Vesey Ventures closes on $78M debut fund to support early-stage fintech startups

Image credit: Vesey Ventures / Founding Partners Lindsay Fitzgerald, Dana Eli-Lorch and Julia Huang

After working together for nearly a decade, three former CEOs of Amex Ventures branched off in early 2022 to form their own fintech-focused venture firm, Vesey Ventures. The trio had made early stage investments in more than 50 fintech companies, including the likes of Stripe, Plaid, Melio and Trulioo. During that time, they also helped develop over 100 partnerships between startups and financial institutions.

Their goal was to take the 10 years of experience investing through the venture capital arm of one of the world’s largest credit card companies and apply it first-hand to new early-stage investments – but with a twist. The firm says the intention is to move beyond term sheets to issuing tailored “Strategy Sheets,” which outline how Vesey Ventures aims to leverage its network “to act as a company’s first business development team.” In other words, they want to invest in early-stage fintech and enabling technology companies “where opportunities for early partnerships with financial established players exist”.

And today, the firm — formed by founders and friends Dana Eli-Lorch, Lindsay Fitzgerald and Julia Huang, who all left AMEX Ventures at the same time in late 2021 — announced the closing of its $78 million debut fund. They named the firm Vesey Ventures after the street where American Express is headquartered in New York. (They declined to say whether Amex is a limited partner in the new fund.)

The feat is especially impressive considering that, according to PitchBook data recently cited by The information, “Women-led venture firms in the US have raised just $74 million this year.” This means that at the close of her debut fund, Vesey has effectively raised more than all women-led venture firms in the US combined and more than doubled the amount raised by women-led VC firms so far in 2023.

Vesey’s self-described mission is to support companies that are “transforming financial services” from seed to Series B stages. It plans to invest $1.5 to $3 million as initial checks, and larger amounts for follow-ups. Based in the US and Israel, the fund has so far supported five startups, including Coast, Cyrus, Grain, Equi and Proper.

Vesey defines fintech in its broadest sense – meaning they invest outside of traditional financial services categories like consumer and B2B, Eli-Lorch said in an exclusive interview with TechCrunch. It also looks at vertical software, embedded fintech, the future of commerce and the infrastructure layer – basically cyber security, risk and compliance, or, as Eli-Lorch describes it, “all the back office operations of financial services”.

“Another lens we take is basically any type of technology software innovation that sells into financial services, so either financial institutions or fintechs,” she said.

Bridging a gap

The founding partners all agreed on one thing when they started the new firm: that it was clear that startups with better business development strategies performed better.

And that is ultimately the insight we built a thesis on, says Fitzgerald. “In this industry, this development is not a ‘nice to have’, it is a ‘need to have.'”

“The traditional VC model can be limiting, so we saw an opportunity,” she added. “We took the best of what was clearly working – business development, our team, our network – including other VCs and angels, and expanded it … to bridge the gap between companies that need new technology and startups that are building the new technologies .”

Today, the partners recognize that an interesting phenomenon is taking place – senior executives in what they describe as “gen one” fintech startups. And despite the recent volatility the fintech space has seen over the past couple of years (funding was down significantly in 2022 compared to its heyday in 2021), Vesey is naturally “long-term bullish” on fintech.

“You only have to look at the last quarter of volatility and upheaval in the financial industry to really reference that there are many, many issues that still need to be resolved,” Huang told TechCrunch. “Having said that, things are cyclical … it’s like when the tide goes out, you see who’s kind of naked right? And for us, that’s the infrastructure layer … that we’re always helping our companies build and reinforce so that they can become reliable financial institutions in the long term. It has become a very important pillar and now it is back in fashion.”

Huang also acknowledges that in 2021 the trio pulled back from investing “because it got way too frothy.”

“Each company was kind of a ‘me too company,'” she recalls. “So we decided to take a step back and think about our value proposition and what has legs and what doesn’t.”

Vesey intentionally chose to be on the ground in Israel (Eli-Lorch is based there), a market the partners see as home to one of the world’s fastest growing technology hubs, with many companies focused on fintech, enterprise software, cyber security and data. The goal is to help startups collaborate, expand and commercialize in the United States

The new firm remains mum about its LPs, saying they only include seven “very prominent financial institutions,” as well as founders and executives from incumbent financial firms, family offices and institutional investors.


TASK: Filter out all lines without the word "pixels" from the data below, please, and copy the rest.

DATA TO USE:

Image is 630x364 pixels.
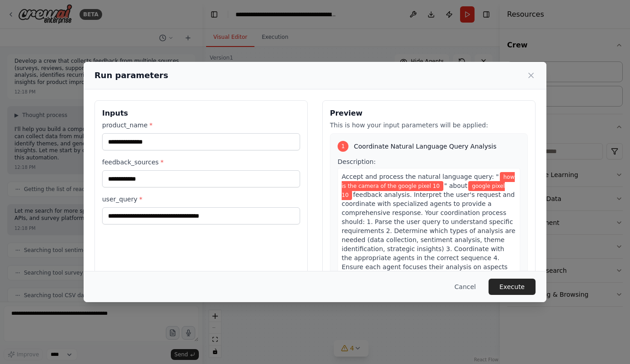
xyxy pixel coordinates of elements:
[102,158,300,167] label: feedback_sources
[102,121,300,130] label: product_name
[444,182,467,189] span: " about
[330,121,528,130] p: This is how your input parameters will be applied:
[341,191,516,361] span: feedback analysis. Interpret the user's request and coordinate with specialized agents to provide...
[338,141,348,152] div: 1
[489,279,535,295] button: Execute
[447,279,483,295] button: Cancel
[338,158,375,165] span: Description:
[341,172,514,191] span: Variable: user_query
[341,173,499,180] span: Accept and process the natural language query: "
[95,69,168,82] h2: Run parameters
[330,108,528,119] h3: Preview
[354,142,496,151] span: Coordinate Natural Language Query Analysis
[341,181,505,200] span: Variable: product_name
[102,108,300,119] h3: Inputs
[102,195,300,204] label: user_query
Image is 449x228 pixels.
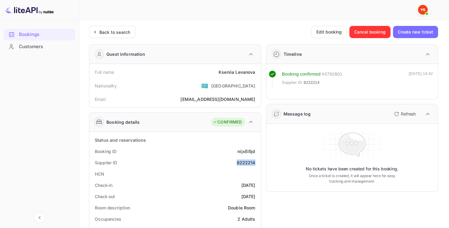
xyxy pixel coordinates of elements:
div: Bookings [4,29,75,41]
p: Refresh [401,111,416,117]
div: Customers [19,43,72,50]
a: Bookings [4,29,75,40]
button: Refresh [390,109,418,119]
div: Status and reservations [95,137,146,143]
div: Supplier ID [95,159,117,166]
div: Room description [95,204,130,211]
div: 2 Adults [237,216,255,222]
span: Supplier ID: [282,80,303,86]
div: Full name [95,69,114,75]
p: Once a ticket is created, it will appear here for easy tracking and management. [306,173,398,184]
div: Booking details [106,119,140,125]
button: Cancel booking [349,26,390,38]
div: Nationality [95,83,117,89]
span: 8222214 [304,80,319,86]
div: HCN [95,171,104,177]
div: Booking confirmed [282,71,321,78]
img: LiteAPI logo [5,5,54,15]
div: 8222214 [236,159,255,166]
div: Customers [4,41,75,53]
p: No tickets have been created for this booking. [306,166,398,172]
div: Guest information [106,51,145,57]
div: Back to search [99,29,130,35]
div: Kseniia Levanova [219,69,255,75]
div: Booking ID [95,148,116,155]
button: Collapse navigation [34,212,45,223]
div: [EMAIL_ADDRESS][DOMAIN_NAME] [180,96,255,102]
img: Yandex Support [418,5,428,15]
div: Email [95,96,105,102]
div: [DATE] [241,182,255,188]
div: [GEOGRAPHIC_DATA] [211,83,255,89]
div: # 3792801 [322,71,342,78]
div: Check out [95,193,115,200]
div: [DATE] 14:42 [409,71,433,88]
div: CONFIRMED [213,119,242,125]
div: Bookings [19,31,72,38]
button: Create new ticket [393,26,438,38]
div: Double Room [228,204,255,211]
div: Check-in [95,182,112,188]
div: Occupancies [95,216,121,222]
div: [DATE] [241,193,255,200]
div: Message log [283,111,311,117]
a: Customers [4,41,75,52]
div: nijxEi5jd [237,148,255,155]
span: United States [201,80,208,91]
div: Timeline [283,51,302,57]
button: Edit booking [311,26,347,38]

ANSWER SECTION:
Image is 630x364 pixels.
Image is 449x228 pixels.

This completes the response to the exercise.